I was traveling last week so I missed most of the show. One of the sessions in particular that I would have liked to seen was the Search Ad Buyers Forum. Stacy Williams has a great recap on SERoundtable posted yesterday. She says:
We’re bidding on “second hand as/400″ for a client who sells used mainframes, bidding $4.25 a click. The keyword is listed as “Active,”but when you roll over the magnifying glass to use the new Ad Diagnostic Tool, it’s not running because our “quality score and CPC are too low.” There is no way to know which keywords are inactive unless you roll over the magnifying glass for every keyword in your campaign.
I’ve run into this several times and can’t stress enough that you need to check the magnifying glass frequently within your campaigns to be sure your keyword is actually active.
Props to Stacy for using actual results in her presentation. It’s MUCH more interesting and useful to the attendees.
Anton Konikoff starts the session off with a couple jokes about being Russian and how no one will eat sushi with him anymore. I estimate from the crowd response that about 5% of the people understood the reference. I thought is was funny.
Mendez then comes back on (the guy with the charts) and shows some great tests performed for clients. While the client information was protected, you could clearly see how the tests were set up and what the results were. Good stuff.
Gord Hotchkiss closed with some cool eye tracking studies. Overriding message that I interpreted:
1. What people say they look at and what they really look at are 2 different things entirely.
2. People are absolutely looking at the top paid search results, as long as they are top left. Meaning, 1 or 2 in google, or 1-4 in Yahoo.
Good session overall.
This is the first session I went to yesterday. It was a packed house as this is obviously a hot button issue with online marketers. Overall impression: I was impressed with the people on the panel, they were articulate and presented well enough, but the information in the presentations wasn’t nearly granular enough. No one really provided any insight beyond what is already widely known.
The overriding message was “relevance”. And after the Yahoo party last night I don’t think I could particularly well explain how this relates to actual quality score calculations (it doesn’t, just look at ebay ads). Maybe Yahoo put something in my Yahoo-tini so that I would forget.
One guy in particular I do enjoy listening to is Jonathan Mendez from Otto Digital. He showed off some impressively designed mutlivariate testing. Or, I just like charts with real information in them, and he had lots of them.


▶ The problem: Each entry is to be repeated word for word, and the images are to be dropped.
----- Input data
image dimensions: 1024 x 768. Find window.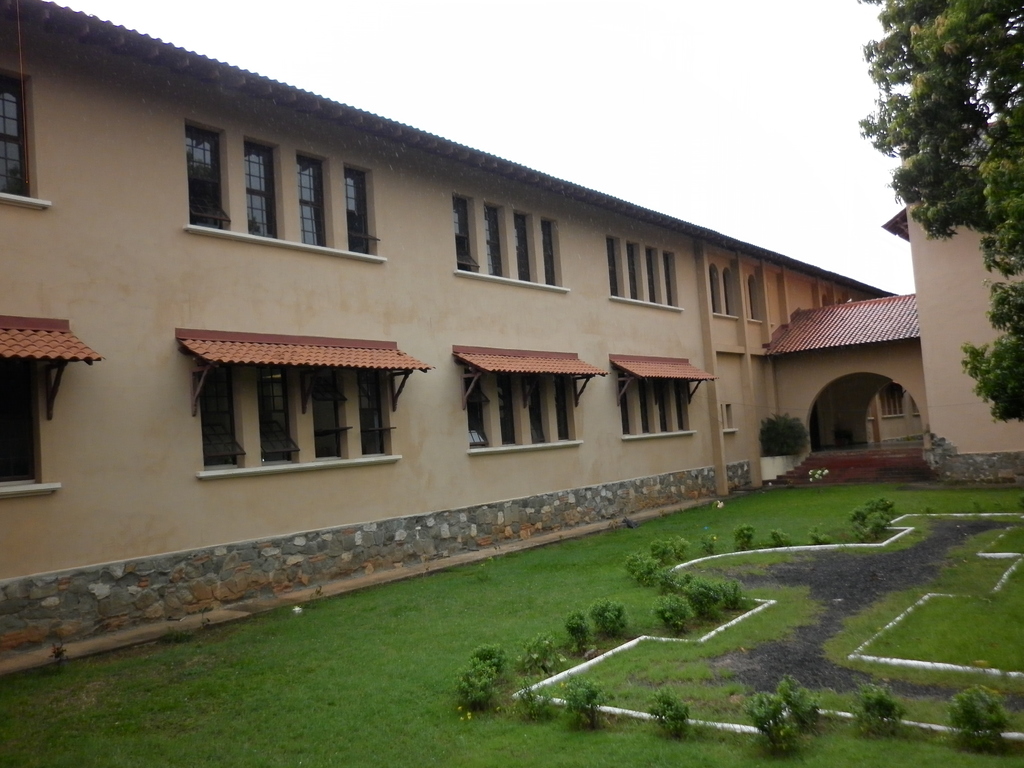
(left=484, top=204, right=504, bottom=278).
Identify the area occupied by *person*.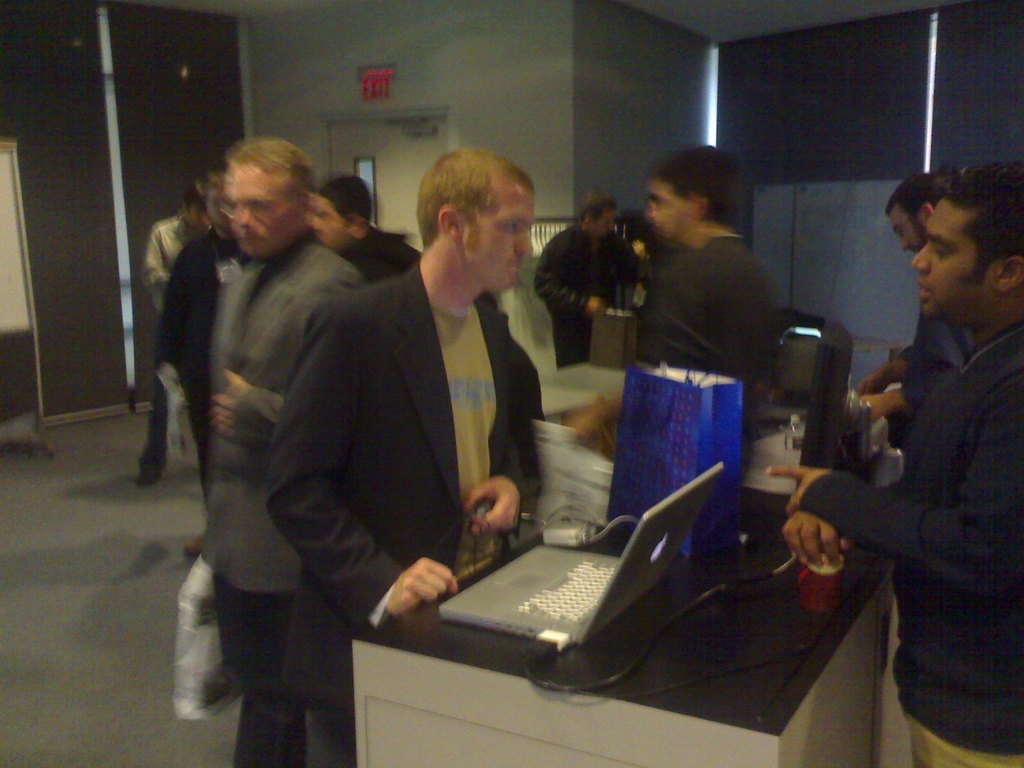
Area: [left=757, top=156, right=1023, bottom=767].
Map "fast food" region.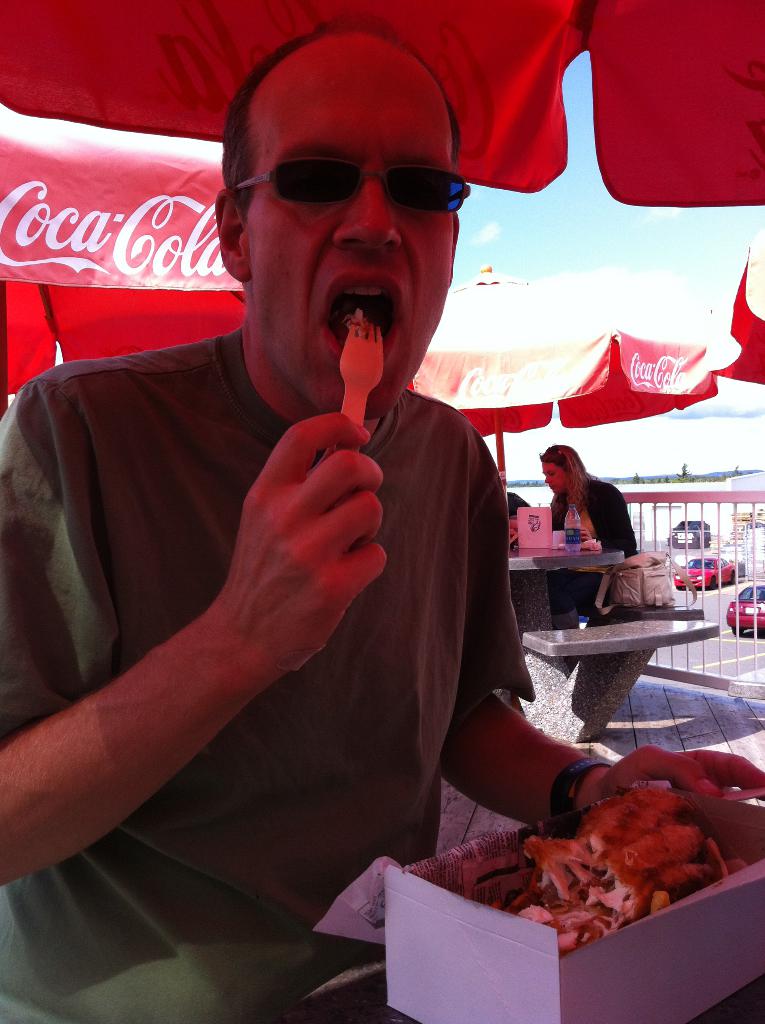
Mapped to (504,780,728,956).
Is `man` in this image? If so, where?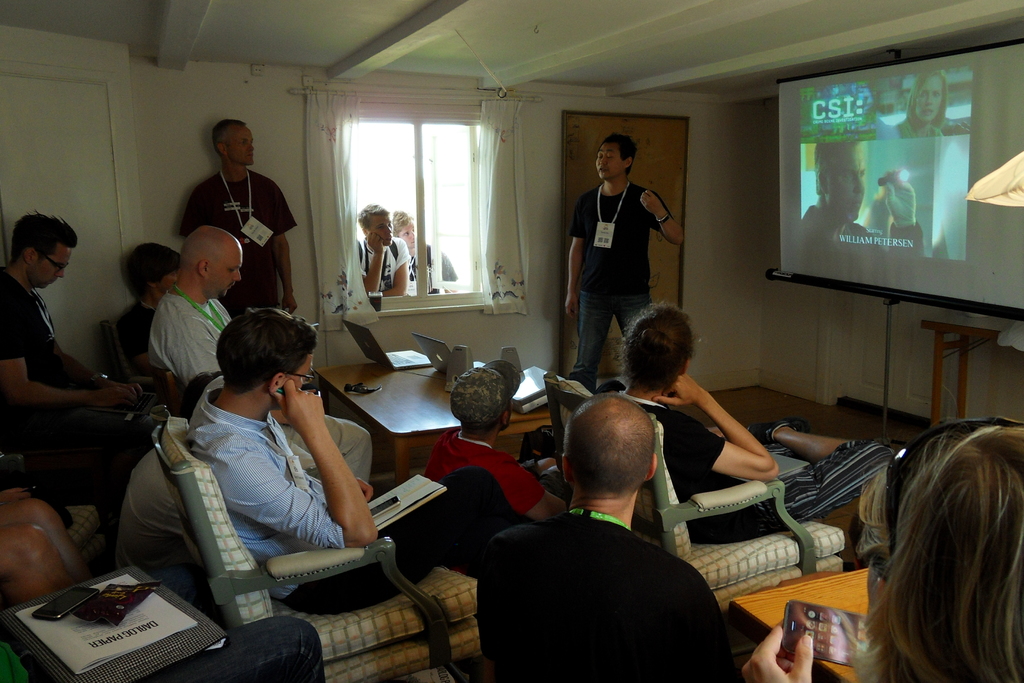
----------
▶ Solution:
image dimensions: 1024 x 768. Find window.
(left=484, top=204, right=504, bottom=278).
Identify the area occupied by *person*.
Area: [left=757, top=156, right=1023, bottom=767].
Map "fast food" region.
Mapped to (504,780,728,956).
Is `man` in this image? If so, where?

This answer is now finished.